Where Australia's law stands, and where it falls short
Australia is, to its credit, in the middle of the most substantial privacy law reform since the Privacy Act 1988 was first enacted. A new statutory right to sue for serious privacy breaches commenced on 10 June 2025, along with substantially stronger requirements for businesses handling personal information. New transparency obligations around automated decision-making are due to take effect in December 2026.
But the gap between those reforms and the threat described in this research is considerable. Australia does not have dedicated or overarching AI legislation. Instead, its regulatory approach relies on a combination of voluntary frameworks and existing non-AI specific laws. In December 2025, the National AI Plan confirmed that, for now, Australia will rely on existing laws and sector regulators, supported by voluntary guidance and a new AI Safety Institute, rather than introducing a standalone AI Act or immediate mandatory guardrails.
That cautious approach has reasonable justifications. Regulatory overreach carries its own costs, and locking in prescriptive rules for a technology moving this fast risks producing laws that are obsolete before they are enforced. The Tech Council of Australia has argued that overly tight automated decision-making regulation could stifle innovation and burden businesses with unnecessary compliance, calling instead for a risk-based approach that focuses on high-impact decisions. That is not a position to be dismissed. The balance between protecting privacy and preserving the conditions for innovation is genuinely difficult.
But voluntary frameworks were not designed to address threats that operate at the cost of a cup of coffee per victim. The Office of the Australian Information Commissioner has signalled a more enforcement-focused posture, but enforcement tools are only as useful as the laws they are built on.

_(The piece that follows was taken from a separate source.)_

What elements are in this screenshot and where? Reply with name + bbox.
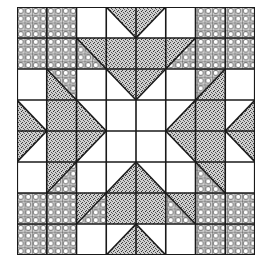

If the underlying legal framework was not designed with automated, large-scale deanonymisation in mind, it may simply not fit.
What comes next
A 2025 study by the University of Melbourne and KPMG found that only 30 per cent of Australians believe the benefits of AI outweigh its risks, with just 36 per cent of citizens expressing broader trust in AI systems. Approximately 78 per cent of respondents expressed concern about negative outcomes from AI, and only 30 per cent believe current laws and safeguards are adequate. Those numbers describe a public that is already sceptical, and research like this is unlikely to shift them toward confidence.
Strip away the technical detail and what remains is a straightforward accountability question. The tools to identify people from their online behaviour, at scale, affordably, and without their knowledge, now exist. They are not experimental curiosities; they are capabilities available to any sufficiently motivated actor. Australian law, as it currently stands, was not built for this moment.
That does not mean the answer is to rush a poorly designed regulatory framework into existence. Reasonable people can disagree about the precise shape of a legislative response. But the argument that existing laws and voluntary standards are sufficient should be treated with considerably more scepticism after this week's findings. Privacy is not only a personal value; it is the infrastructure on which press freedom, political dissent, and individual autonomy all depend. The case for taking it seriously, with enforceable rules rather than guidance documents, grows stronger every time a new study confirms how easy it has become to strip it away.